Daniel Korski

Obama’s bear-hug

Presidents Obama, and Medvedev (and Prime Minister Putin) seem to be having a good summit. Nuclear talks look like they have gone well, there has been mention of expanding NATO’s transit for its Afghan mission through Russia, and the mood – crucial at any summit – has been reasonably good. Nobody stared into any one else’s soul, but the leaders nonetheless agreed, as Bush and Putin did a few years ago, that the US and Russia can do business.

But is a rapprochement between the US and Russia really possible? Dmitri Trenin, of Carnegie Russia, says the West and Russia share many threats. But he also says that anti-Westernism is an “obsession” on the part of Russia’s elite. You need to look no further than Russia’s recently updated National Security Strategy to see this strategic schizophrenia. It talks about threats such as demographic change and economic dislocation but then attacks NATO and the US.

Vladimir Putin, the Russian ring-master, seems fed up with the West. Though hatred of NATO continues, Russia may be be spreading its animus from the US/NATO to the EU and other “Western” forums. Putin’s order for Russia to withdraw its application to join WTO could be followed by Russia leaving the Council of Europe.

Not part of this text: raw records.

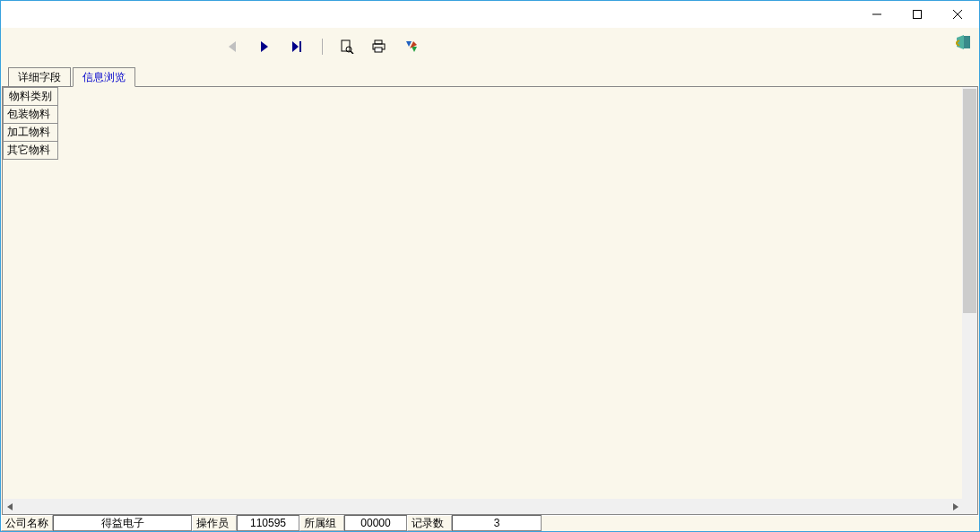 The width and height of the screenshot is (980, 532). What do you see at coordinates (30, 151) in the screenshot?
I see `table-row: 其它物料` at bounding box center [30, 151].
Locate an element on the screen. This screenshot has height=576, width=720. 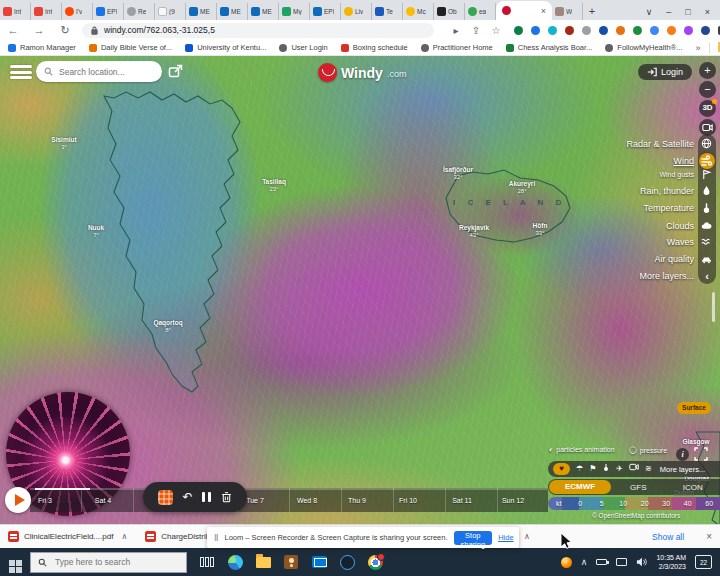
battery-icon is located at coordinates (602, 562).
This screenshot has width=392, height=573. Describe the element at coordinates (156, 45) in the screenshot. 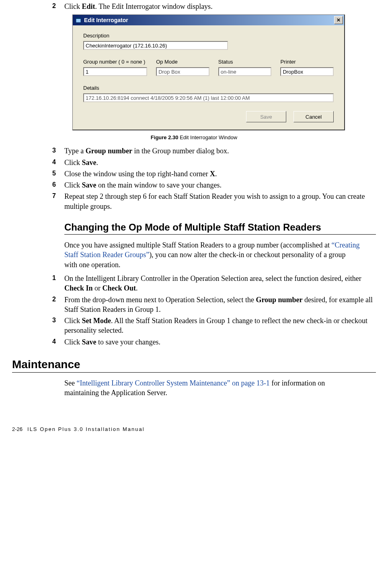

I see `description-input` at that location.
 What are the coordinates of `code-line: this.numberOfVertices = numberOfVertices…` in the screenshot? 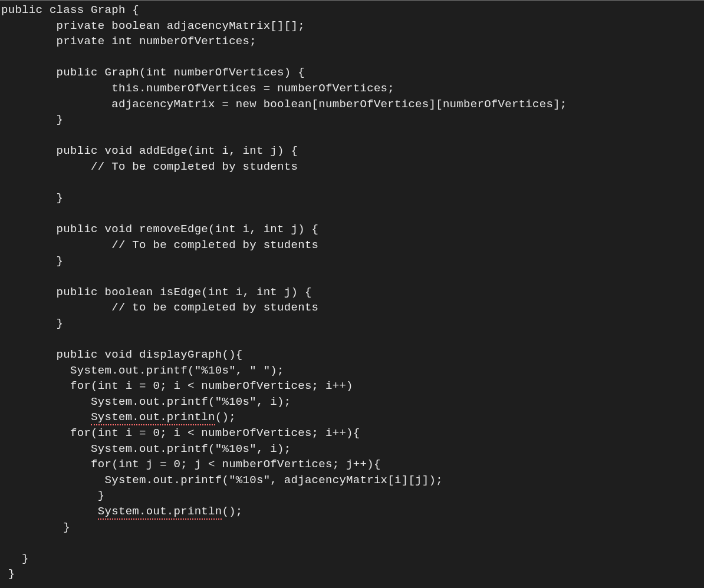 It's located at (353, 88).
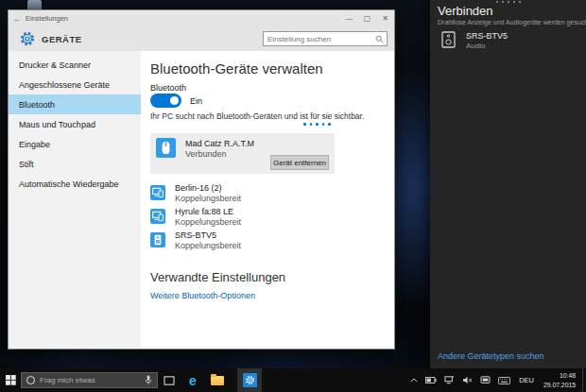 This screenshot has width=586, height=392. I want to click on sidebar-item-label: Automatische Wiedergabe, so click(69, 184).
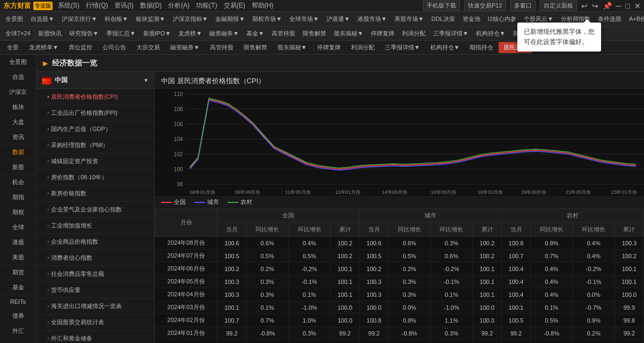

As long as the oil price recovers, it is hard to see this agressive foreign policy change. But, at the same time, Obama is right to see how far the US can push Russia towards mutually beneficial goals. START talks, after all, began a year after the 1968 Soviet crackdown in Prague. Russia wants to be respected and only the US can give it the great power “cred” Moscow so desperately desires. Obama is right to offer it – in return for progress on nuclear arms reductions, support for NATO’s Afghan mission, and joint approach to Iran.